PSO’s new concertmaster feels strong Jewish inspiration

PSO’s new concertmaster feels strong Jewish inspiration

The Pittsburgh Symphony Orchestra’s new concertmaster, 27-year-old violinist Noah Bendix-Balgley, has a marked air of sophistication and self-assurance — qualities vital to the man who, for the foreseeable future, will be the artistic spokesman for the orchestra, both within the group and to the outside community.
But when talking about his great-grandfather, Samuel J. Leventhal, another violinist, who played with the PSO under Victor Herbert as a 20-year-old in 1900, the excitement in his voice is palpable.
“I’d always known my mother’s grandfather was a violinist, and that at age 14, he went to Europe and studied with a number of famous violinists,” said Bendix-Balgley. “I knew that after he came back to the States, he went back to Hartford and became the concertmaster of the Hartford Symphony Orchestra, and the director of the German Chorale Society. But I hadn’t realized [he played in] Pittsburgh until after I was offered the position here.”
Like his great-grandfather, who graduated in 1899 from the Leipzig Conservatory in Germany and played under Brahms, Bendix-Balgley also lived and studied in Germany, earning his postgraduate Meisterklasse diploma for violin in 2008 from Hochschule für Musik und Theater Munich.
“For me, it’s an amazing story and an amazing parallel,” he said.
Bendix-Balgley was born in Asheville, N.C., and began playing violin when he was just 4 years old. When he was 9, he played in Switzerland for Lord Yehudi Menuhin, one of the many Jewish violinists he considers to be a role model.
In fact, it was the influence of such highly accomplished Jewish violinists that inspired Bendix-Balgley to celebrate becoming a bar mitzva in 1997 — the first such celebration on either side of his family for at least two generations, he said.
“I always felt a connection with the cultural aspect of Judaism,” said Bendix-Balgley, whose father, Erik Bendix, is a dancer specializing in Yiddish folk dance. “I used to listen to recordings of the great violinists of the past, most who happened to be Jewish. Isaac Stern and Yehudi Menuhin and Jascha Heifetz. The list goes on and on. So, that was a tradition I really looked up to as a young violinist. My bar mitzva was a way of connecting with that past.”
Further connecting his Jewish heritage with his love for the violin, Bendix-Balgley even played his instrument at his bar mitzva celebration. Selections on that day included some klezmer, a genre he continues to pursue today, both as a performer and a composer.
He credits his father’s passion for Yiddish dance with engendering his own love for klezmer music.
“It was an influential part of my childhood,” Bendix-Balgley recalled. “I went to these dance workshops (taught by his father) as a child, and learned a lot of these tunes.”
Bendix-Balgley has played with world-renowned klezmer groups such as Brave Old World, and has taught klezmer violin at workshops in Europe and in the United States. But his interest in Jewish music extends beyond klezmer.
In March 2011, he performed at the Jewish Music Festival in the San Francisco Bay Area, playing little-known works by Achron and other members of the St. Petersburg Society for Jewish Folk Music.
“I did a solo violin recital with piano,” Bendix-Balgley said of his part in the Bay Area Jewish Music Festival. “It was a really nice project. There is a whole school of Jewish composers from early 20th century St. Petersburg, Russia. They were inspired by the nationalist composers from the 1800s, like Dvorak, Grieg and Tchaikovsky. They thought they would do something similar with Jewish music.”
Bendix-Balgley said he would love to play another recital of Jewish folk music from the St. Petersburg school. While he has no firm plans yet to do such a concert here, he said he has been in contact with Aron Zelkowicz, the director of the Pittsburgh Jewish Music Festival.
“I know there is a good Jewish music festival here,” he said. “There is nothing specific yet, but I am definitely looking for ways to participate in that musical scene here. I am looking for ways to play both klezmer and classical Jewish music.”
Bendix-Balgley also plans to participate in the PSO’s Music for the Spirit series next spring at Rodef Shalom Congregation.
“There are definitely ways I’ll be getting involved,” he said.
Bendix-Balgley earned a bachelor’s of music degree with highest distinction from the Indiana University Jacobs School of Music in 2006. He has performed throughout Europe and North America, as well as in China, and has played in master classes for Gidon Kremer, Ida Haendel, Zakhar Bron, Joseph Silverstein, Nadja Salerno-Sonnenberg, Pamela Frank and Itzhak Perlman.
He has entered into a three-year contract with the PSO, but if he follows in the footsteps of predecessors Andres Cardenes and Fritz Siegal, who each held the position of concertmaster for 22 years, he could be calling Pittsburgh home for a long time to come.
“I really like the city,” said Bendix-Balgley, who arrived in Pittsburgh early last week. “It seems like a lot of interesting and exciting things are happening here, and the orchestra is a real gem.”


Your instructions: Write out the records once more, exactly, and keep any image out.

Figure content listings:
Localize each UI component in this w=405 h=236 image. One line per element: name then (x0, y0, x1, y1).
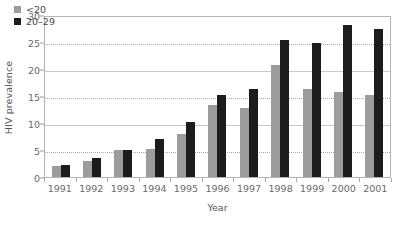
x-tick-mark (202, 178, 203, 182)
bar (280, 40, 289, 177)
bar (61, 165, 70, 177)
bar-group (327, 17, 358, 177)
bar-group (139, 17, 170, 177)
bar (208, 105, 217, 177)
x-axis-title: Year (44, 202, 391, 213)
bar (365, 95, 374, 177)
x-tick-label: 1992 (76, 183, 108, 197)
hiv-prevalence-bar-chart: HIV prevalence 051015202530 199119921993… (0, 0, 405, 236)
x-tick-label: 1991 (44, 183, 76, 197)
bar-group (202, 17, 233, 177)
y-axis-title: HIV prevalence (0, 16, 18, 178)
bar (186, 122, 195, 177)
chart-legend: <2020–29 (14, 5, 55, 26)
y-tick-label: 15 (28, 92, 40, 103)
y-axis-ticks: 051015202530 (18, 16, 44, 178)
legend-swatch-icon (14, 6, 21, 13)
legend-swatch-icon (14, 18, 21, 25)
y-axis-title-text: HIV prevalence (4, 60, 15, 133)
x-tick-mark (359, 178, 360, 182)
x-tick-label: 1996 (202, 183, 234, 197)
bar (52, 166, 61, 177)
x-tick-mark (328, 178, 329, 182)
bar (334, 92, 343, 177)
bar-groups (45, 17, 390, 177)
legend-label: <20 (26, 5, 46, 15)
x-tick-mark (391, 178, 392, 182)
x-tick-label: 1995 (170, 183, 202, 197)
x-axis-ticks: 1991199219931994199519961997199819992000… (44, 183, 391, 197)
x-tick-mark (296, 178, 297, 182)
x-tick-mark (139, 178, 140, 182)
y-tick-label: 20 (28, 65, 40, 76)
bar-group (170, 17, 201, 177)
bar-group (45, 17, 76, 177)
legend-label: 20–29 (26, 17, 55, 27)
y-tick-label: 25 (28, 38, 40, 49)
legend-item: <20 (14, 5, 55, 15)
x-tick-label: 1998 (265, 183, 297, 197)
x-tick-mark (44, 178, 45, 182)
bar (303, 89, 312, 177)
bar (92, 158, 101, 177)
bar (83, 161, 92, 177)
x-tick-label: 1999 (296, 183, 328, 197)
bar (217, 95, 226, 177)
bar (155, 139, 164, 177)
bar (271, 65, 280, 177)
x-tick-label: 2000 (328, 183, 360, 197)
x-tick-mark (107, 178, 108, 182)
bar-group (359, 17, 390, 177)
x-tick-label: 1994 (139, 183, 171, 197)
bar (177, 134, 186, 177)
x-tick-mark (233, 178, 234, 182)
x-tick-mark (76, 178, 77, 182)
bar (240, 108, 249, 177)
bar (146, 149, 155, 177)
bar (123, 150, 132, 177)
bar-group (108, 17, 139, 177)
y-tick-label: 10 (28, 119, 40, 130)
bar (114, 150, 123, 177)
plot-area (44, 16, 391, 178)
bar-group (296, 17, 327, 177)
bar (343, 25, 352, 177)
bar-group (76, 17, 107, 177)
bar (374, 29, 383, 177)
bar (249, 89, 258, 177)
x-tick-label: 2001 (359, 183, 391, 197)
bar (312, 43, 321, 177)
x-tick-label: 1997 (233, 183, 265, 197)
x-tick-mark (170, 178, 171, 182)
legend-item: 20–29 (14, 17, 55, 27)
bar-group (233, 17, 264, 177)
x-tick-label: 1993 (107, 183, 139, 197)
bar-group (265, 17, 296, 177)
x-tick-mark (265, 178, 266, 182)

Task response:
Localize each UI component in this w=405 h=236 image. One line per element: name then (x0, y0, x1, y1).
x-tick-mark (202, 178, 203, 182)
bar (280, 40, 289, 177)
bar (61, 165, 70, 177)
bar-group (327, 17, 358, 177)
bar-group (139, 17, 170, 177)
bar (208, 105, 217, 177)
x-axis-title: Year (44, 202, 391, 213)
bar (365, 95, 374, 177)
x-tick-label: 1992 (76, 183, 108, 197)
hiv-prevalence-bar-chart: HIV prevalence 051015202530 199119921993… (0, 0, 405, 236)
x-tick-label: 1991 (44, 183, 76, 197)
bar-group (202, 17, 233, 177)
y-axis-title: HIV prevalence (0, 16, 18, 178)
bar (186, 122, 195, 177)
chart-legend: <2020–29 (14, 5, 55, 26)
y-tick-label: 15 (28, 92, 40, 103)
y-axis-ticks: 051015202530 (18, 16, 44, 178)
legend-swatch-icon (14, 6, 21, 13)
legend-swatch-icon (14, 18, 21, 25)
y-axis-title-text: HIV prevalence (4, 60, 15, 133)
x-tick-mark (359, 178, 360, 182)
x-tick-label: 1996 (202, 183, 234, 197)
bar (52, 166, 61, 177)
x-tick-mark (328, 178, 329, 182)
bar (334, 92, 343, 177)
bar-groups (45, 17, 390, 177)
legend-label: <20 (26, 5, 46, 15)
x-tick-mark (391, 178, 392, 182)
x-tick-label: 1995 (170, 183, 202, 197)
x-axis-ticks: 1991199219931994199519961997199819992000… (44, 183, 391, 197)
x-tick-mark (296, 178, 297, 182)
x-tick-mark (139, 178, 140, 182)
y-tick-label: 20 (28, 65, 40, 76)
bar-group (170, 17, 201, 177)
bar-group (45, 17, 76, 177)
legend-label: 20–29 (26, 17, 55, 27)
y-tick-label: 25 (28, 38, 40, 49)
legend-item: <20 (14, 5, 55, 15)
x-tick-label: 1998 (265, 183, 297, 197)
x-tick-mark (44, 178, 45, 182)
bar (303, 89, 312, 177)
bar (92, 158, 101, 177)
bar (83, 161, 92, 177)
x-tick-label: 1999 (296, 183, 328, 197)
bar (217, 95, 226, 177)
bar (155, 139, 164, 177)
bar (271, 65, 280, 177)
x-tick-label: 2000 (328, 183, 360, 197)
x-tick-mark (107, 178, 108, 182)
bar-group (359, 17, 390, 177)
x-tick-label: 1994 (139, 183, 171, 197)
bar (177, 134, 186, 177)
x-tick-mark (233, 178, 234, 182)
x-tick-mark (76, 178, 77, 182)
bar (240, 108, 249, 177)
bar (146, 149, 155, 177)
bar (123, 150, 132, 177)
bar-group (108, 17, 139, 177)
y-tick-label: 10 (28, 119, 40, 130)
bar (114, 150, 123, 177)
plot-area (44, 16, 391, 178)
bar-group (296, 17, 327, 177)
bar (343, 25, 352, 177)
bar-group (76, 17, 107, 177)
bar (374, 29, 383, 177)
bar (249, 89, 258, 177)
x-tick-label: 2001 (359, 183, 391, 197)
bar (312, 43, 321, 177)
x-tick-label: 1997 (233, 183, 265, 197)
x-tick-mark (170, 178, 171, 182)
legend-item: 20–29 (14, 17, 55, 27)
bar-group (233, 17, 264, 177)
x-tick-label: 1993 (107, 183, 139, 197)
bar-group (265, 17, 296, 177)
x-tick-mark (265, 178, 266, 182)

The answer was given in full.